On this particular evening Logotheti dined at home alone, chiefly on a very simple Greek pilaff, Turkish preserved rose leaves and cream cheese, which might strike a Parisian as strange fare, unless he were a gourmet of the very highest order.

Before sundown, however, we were comfortably installed in the house of the head-man of the place, who spread carpets of soft texture and quaint design in our honour, regaled us with an excellent "pilaff," and produced a flask of Persian wine. The latter would hardly have passed muster in Europe.

There were the picket-ropes, a smouldering fire, a kalyan, and the remains of a pilaff on the ground, but no men. The firing had done it. One and all had turned tail and fled. The position was not pleasant, for V was naturally absolutely ignorant of the road. 'They will come back, he thought, and patiently waited.
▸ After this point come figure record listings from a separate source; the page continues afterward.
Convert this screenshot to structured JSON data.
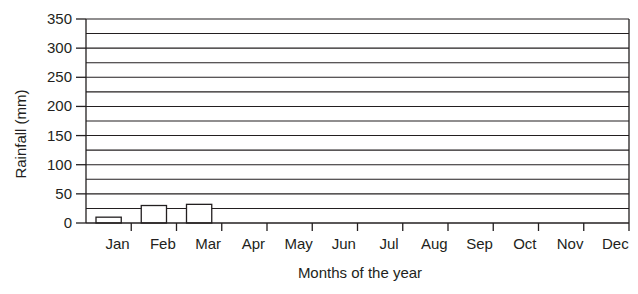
{
  "chart_data": {
    "type": "bar",
    "title": "",
    "xlabel": "Months of the year",
    "ylabel": "Rainfall (mm)",
    "categories": [
      "Jan",
      "Feb",
      "Mar",
      "Apr",
      "May",
      "Jun",
      "Jul",
      "Aug",
      "Sep",
      "Oct",
      "Nov",
      "Dec"
    ],
    "values": [
      10,
      30,
      32,
      null,
      null,
      null,
      null,
      null,
      null,
      null,
      null,
      null
    ],
    "ylim": [
      0,
      350
    ],
    "yticks": [
      0,
      50,
      100,
      150,
      200,
      250,
      300,
      350
    ],
    "minor_gridlines_every": 25,
    "grid": true,
    "legend": null
  },
  "colors": {
    "line": "#231f20",
    "bar_fill": "#ffffff",
    "text": "#231f20"
  }
}
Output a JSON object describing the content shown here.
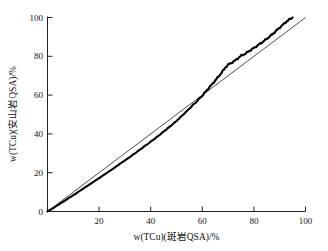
{
  "chart_data": {
    "type": "line",
    "title": "",
    "subtitle": "",
    "xlabel": "w(TCu)(斑岩QSA)/%",
    "ylabel": "w(TCu)(安山岩QSA)/%",
    "xlim": [
      0,
      100
    ],
    "ylim": [
      0,
      100
    ],
    "xticks": [
      0,
      20,
      40,
      60,
      80,
      100
    ],
    "yticks": [
      0,
      20,
      40,
      60,
      80,
      100
    ],
    "xtick_labels": [
      "0",
      "20",
      "40",
      "60",
      "80",
      "100"
    ],
    "ytick_labels": [
      "0",
      "20",
      "40",
      "60",
      "80",
      "100"
    ],
    "grid": false,
    "legend": "none",
    "colors": {
      "data_curve": "#000000",
      "reference_line": "#222222",
      "axis": "#222222",
      "background": "#ffffff"
    },
    "series": [
      {
        "name": "w(TCu)(安山岩QSA) vs w(TCu)(斑岩QSA)",
        "style": "thick-jagged-curve",
        "x": [
          0,
          2,
          4,
          6,
          8,
          10,
          12,
          14,
          16,
          18,
          20,
          22,
          24,
          26,
          28,
          30,
          32,
          34,
          36,
          38,
          40,
          42,
          44,
          46,
          48,
          50,
          52,
          54,
          56,
          58,
          60,
          61,
          62,
          63,
          64,
          65,
          66,
          67,
          68,
          69,
          70,
          71,
          72,
          73,
          74,
          75,
          76,
          77,
          78,
          79,
          80,
          81,
          82,
          83,
          84,
          85,
          86,
          87,
          88,
          89,
          90,
          91,
          92,
          93,
          94,
          95
        ],
        "y": [
          0,
          1.6,
          3.3,
          5.0,
          6.7,
          8.4,
          10.2,
          11.9,
          13.7,
          15.4,
          17.2,
          19.0,
          20.8,
          22.6,
          24.5,
          26.3,
          28.2,
          30.1,
          32.0,
          34.0,
          36.0,
          38.0,
          40.1,
          42.2,
          44.4,
          46.7,
          49.2,
          51.7,
          54.3,
          57.0,
          59.8,
          61.3,
          62.9,
          64.4,
          65.9,
          67.5,
          69.1,
          70.8,
          72.5,
          74.3,
          75.6,
          76.4,
          77.2,
          78.1,
          79.2,
          80.3,
          80.9,
          81.6,
          82.6,
          83.4,
          84.3,
          85.2,
          86.1,
          87.0,
          88.0,
          89.0,
          90.1,
          91.2,
          92.4,
          93.6,
          94.8,
          96.0,
          97.2,
          98.3,
          99.2,
          100.0
        ]
      },
      {
        "name": "1:1 reference line",
        "style": "thin-straight-line",
        "x": [
          0,
          100
        ],
        "y": [
          0,
          100
        ]
      }
    ]
  },
  "axes": {
    "x_title": "w(TCu)(斑岩QSA)/%",
    "y_title": "w(TCu)(安山岩QSA)/%",
    "x_tick_0": "0",
    "x_tick_1": "20",
    "x_tick_2": "40",
    "x_tick_3": "60",
    "x_tick_4": "80",
    "x_tick_5": "100",
    "y_tick_0": "0",
    "y_tick_1": "20",
    "y_tick_2": "40",
    "y_tick_3": "60",
    "y_tick_4": "80",
    "y_tick_5": "100"
  }
}
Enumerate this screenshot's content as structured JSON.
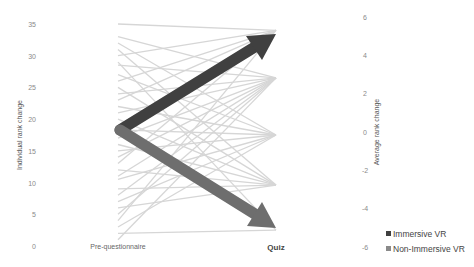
{
  "chart_data": {
    "type": "line",
    "title": "",
    "categories": [
      "Pre-questionnaire",
      "Quiz"
    ],
    "left_axis": {
      "label": "Individual rank change",
      "ticks": [
        0,
        5,
        10,
        15,
        20,
        25,
        30,
        35
      ],
      "range": [
        0,
        35
      ]
    },
    "right_axis": {
      "label": "Average rank change",
      "ticks": [
        -6,
        -4,
        -2,
        0,
        2,
        4,
        6
      ],
      "range": [
        -6,
        6
      ]
    },
    "individual_lines_color": "#d4d4d4",
    "individual_lines": [
      [
        35,
        34
      ],
      [
        33,
        26.5
      ],
      [
        32,
        17.5
      ],
      [
        31,
        9.6
      ],
      [
        30,
        34
      ],
      [
        29,
        2.5
      ],
      [
        28.5,
        26.5
      ],
      [
        27,
        17.5
      ],
      [
        26,
        34
      ],
      [
        25,
        9.6
      ],
      [
        24,
        26.5
      ],
      [
        23,
        34
      ],
      [
        22,
        17.5
      ],
      [
        21,
        26.5
      ],
      [
        20,
        9.6
      ],
      [
        19,
        34
      ],
      [
        18.3,
        17.5
      ],
      [
        17,
        26.5
      ],
      [
        16,
        9.6
      ],
      [
        15,
        17.5
      ],
      [
        14,
        26.5
      ],
      [
        13,
        34
      ],
      [
        12,
        9.6
      ],
      [
        11,
        26.5
      ],
      [
        10.5,
        17.5
      ],
      [
        9,
        9.6
      ],
      [
        8,
        26.5
      ],
      [
        7,
        17.5
      ],
      [
        6,
        9.6
      ],
      [
        5,
        26.5
      ],
      [
        4,
        34
      ],
      [
        3,
        17.5
      ],
      [
        2,
        2.5
      ],
      [
        1,
        26.5
      ]
    ],
    "series": [
      {
        "name": "Immersive VR",
        "axis": "right",
        "values": [
          0,
          5
        ],
        "color": "#404040"
      },
      {
        "name": "Non-Immersive VR",
        "axis": "right",
        "values": [
          0,
          -5
        ],
        "color": "#6e6e6e"
      }
    ],
    "legend": {
      "position": "bottom-right",
      "entries": [
        "Immersive VR",
        "Non-Immersive VR"
      ]
    },
    "grid": false
  },
  "axes": {
    "left_title": "Individual rank change",
    "right_title": "Average rank change",
    "left_ticks": [
      "35",
      "30",
      "25",
      "20",
      "15",
      "10",
      "5",
      "0"
    ],
    "right_ticks": [
      "6",
      "4",
      "2",
      "0",
      "-2",
      "-4",
      "-6"
    ]
  },
  "categories": {
    "pre": "Pre-questionnaire",
    "quiz": "Quiz"
  },
  "legend": {
    "immersive": "Immersive VR",
    "non_immersive": "Non-Immersive VR",
    "immersive_color": "#404040",
    "non_immersive_color": "#7a7a7a"
  }
}
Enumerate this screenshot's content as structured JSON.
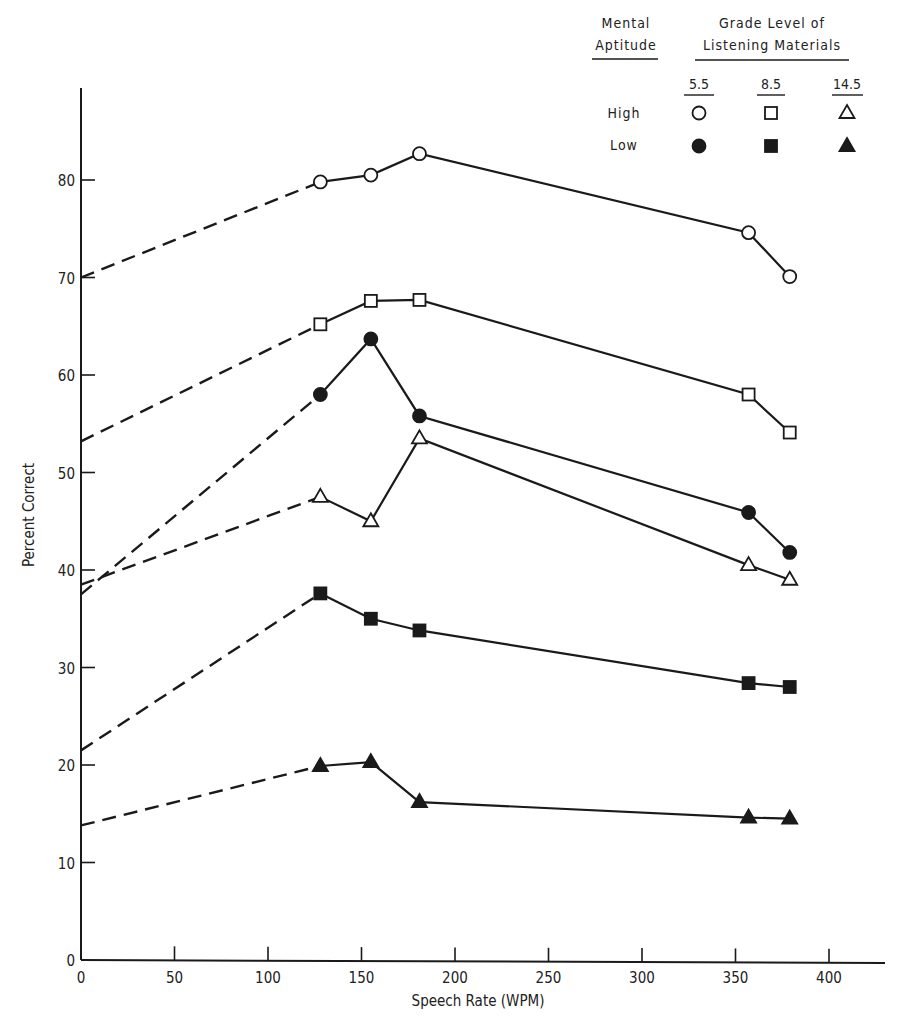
{
  "chart_data": {
    "type": "line",
    "title": "",
    "xlabel": "Speech Rate (WPM)",
    "ylabel": "Percent Correct",
    "xlim": [
      0,
      430
    ],
    "ylim": [
      0,
      90
    ],
    "x_ticks": [
      0,
      50,
      100,
      150,
      200,
      250,
      300,
      350,
      400
    ],
    "y_ticks": [
      0,
      10,
      20,
      30,
      40,
      50,
      60,
      70,
      80
    ],
    "grid": false,
    "legend_position": "top-right",
    "legend": {
      "row_header": "Mental Aptitude",
      "col_header": "Grade Level of Listening Materials",
      "columns": [
        "5.5",
        "8.5",
        "14.5"
      ],
      "rows": [
        "High",
        "Low"
      ]
    },
    "x": [
      128,
      155,
      181,
      357,
      379
    ],
    "series": [
      {
        "name": "High aptitude, grade 5.5",
        "aptitude": "High",
        "grade": "5.5",
        "marker": "circle",
        "filled": false,
        "values": [
          79.8,
          80.5,
          82.7,
          74.6,
          70.1
        ],
        "extrapolated_intercept": 70.0
      },
      {
        "name": "High aptitude, grade 8.5",
        "aptitude": "High",
        "grade": "8.5",
        "marker": "square",
        "filled": false,
        "values": [
          65.2,
          67.6,
          67.7,
          58.0,
          54.1
        ],
        "extrapolated_intercept": 53.2
      },
      {
        "name": "Low aptitude, grade 5.5",
        "aptitude": "Low",
        "grade": "5.5",
        "marker": "circle",
        "filled": true,
        "values": [
          58.0,
          63.7,
          55.8,
          45.9,
          41.8
        ],
        "extrapolated_intercept": 37.5
      },
      {
        "name": "High aptitude, grade 14.5",
        "aptitude": "High",
        "grade": "14.5",
        "marker": "triangle",
        "filled": false,
        "values": [
          47.5,
          45.0,
          53.5,
          40.5,
          39.0
        ],
        "extrapolated_intercept": 38.5
      },
      {
        "name": "Low aptitude, grade 8.5",
        "aptitude": "Low",
        "grade": "8.5",
        "marker": "square",
        "filled": true,
        "values": [
          37.6,
          35.0,
          33.8,
          28.4,
          28.0
        ],
        "extrapolated_intercept": 21.5
      },
      {
        "name": "Low aptitude, grade 14.5",
        "aptitude": "Low",
        "grade": "14.5",
        "marker": "triangle",
        "filled": true,
        "values": [
          19.9,
          20.3,
          16.2,
          14.6,
          14.5
        ],
        "extrapolated_intercept": 13.8
      }
    ],
    "annotations": [
      "Dashed lines extrapolate each series from first data point back to 0 WPM"
    ]
  },
  "labels": {
    "xlabel": "Speech Rate (WPM)",
    "ylabel": "Percent Correct",
    "legend_row_header_1": "Mental",
    "legend_row_header_2": "Aptitude",
    "legend_col_header_1": "Grade Level of",
    "legend_col_header_2": "Listening Materials",
    "legend_col_1": "5.5",
    "legend_col_2": "8.5",
    "legend_col_3": "14.5",
    "legend_row_1": "High",
    "legend_row_2": "Low"
  },
  "colors": {
    "ink": "#1a1a1a",
    "background": "#ffffff"
  }
}
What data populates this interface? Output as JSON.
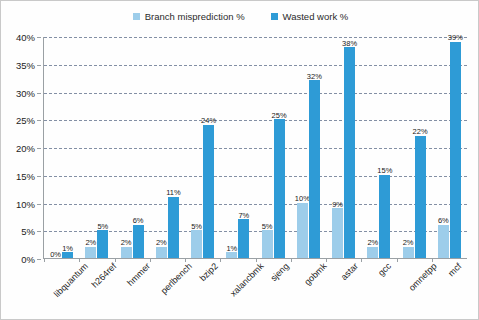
{
  "chart_data": {
    "type": "bar",
    "title": "",
    "subtitle": "",
    "xlabel": "",
    "ylabel": "",
    "ylim": [
      0,
      40
    ],
    "ytick_labels": [
      "0%",
      "5%",
      "10%",
      "15%",
      "20%",
      "25%",
      "30%",
      "35%",
      "40%"
    ],
    "ytick_values": [
      0,
      5,
      10,
      15,
      20,
      25,
      30,
      35,
      40
    ],
    "grid": true,
    "legend_position": "top-center",
    "value_suffix": "%",
    "categories": [
      "libquantum",
      "h264ref",
      "hmmer",
      "perlbench",
      "bzip2",
      "xalancbmk",
      "sjeng",
      "gobmk",
      "astar",
      "gcc",
      "omnetpp",
      "mcf"
    ],
    "series": [
      {
        "name": "Branch misprediction %",
        "color": "#9dcdea",
        "values": [
          0,
          2,
          2,
          2,
          5,
          1,
          5,
          10,
          9,
          2,
          2,
          6
        ],
        "labels": [
          "0%",
          "2%",
          "2%",
          "2%",
          "5%",
          "1%",
          "5%",
          "10%",
          "9%",
          "2%",
          "2%",
          "6%"
        ]
      },
      {
        "name": "Wasted work %",
        "color": "#2e9bd6",
        "values": [
          1,
          5,
          6,
          11,
          24,
          7,
          25,
          32,
          38,
          15,
          22,
          39
        ],
        "labels": [
          "1%",
          "5%",
          "6%",
          "11%",
          "24%",
          "7%",
          "25%",
          "32%",
          "38%",
          "15%",
          "22%",
          "39%"
        ]
      }
    ]
  },
  "colors": {
    "series_light": "#9dcdea",
    "series_dark": "#2e9bd6",
    "gridline": "#5a6b86",
    "axis": "#9aa0a4",
    "background": "#fefefe",
    "text": "#231f20"
  }
}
But mutton and onions and pilaff are the staple of their consumption. They eat jams of all sorts. Sometimes soup is brought in in a huge bowl, and put down in the middle of the table. Then each one dips in his spoon in the order of precedence, and eats as much as he can. They will give you a dozen courses in half an hour, and they never speak at their meals if they can help it."

After their audience, they dined with the minister, not exactly in the manner of Downing Street, nor even with the comparative luxury of Canobia; but the meal was an incident, and therefore agreeable. A good pilaff was more acceptable than some partridges dressed with oil and honey: but all Easterns are temperate, and travel teaches abstinence to the Franks.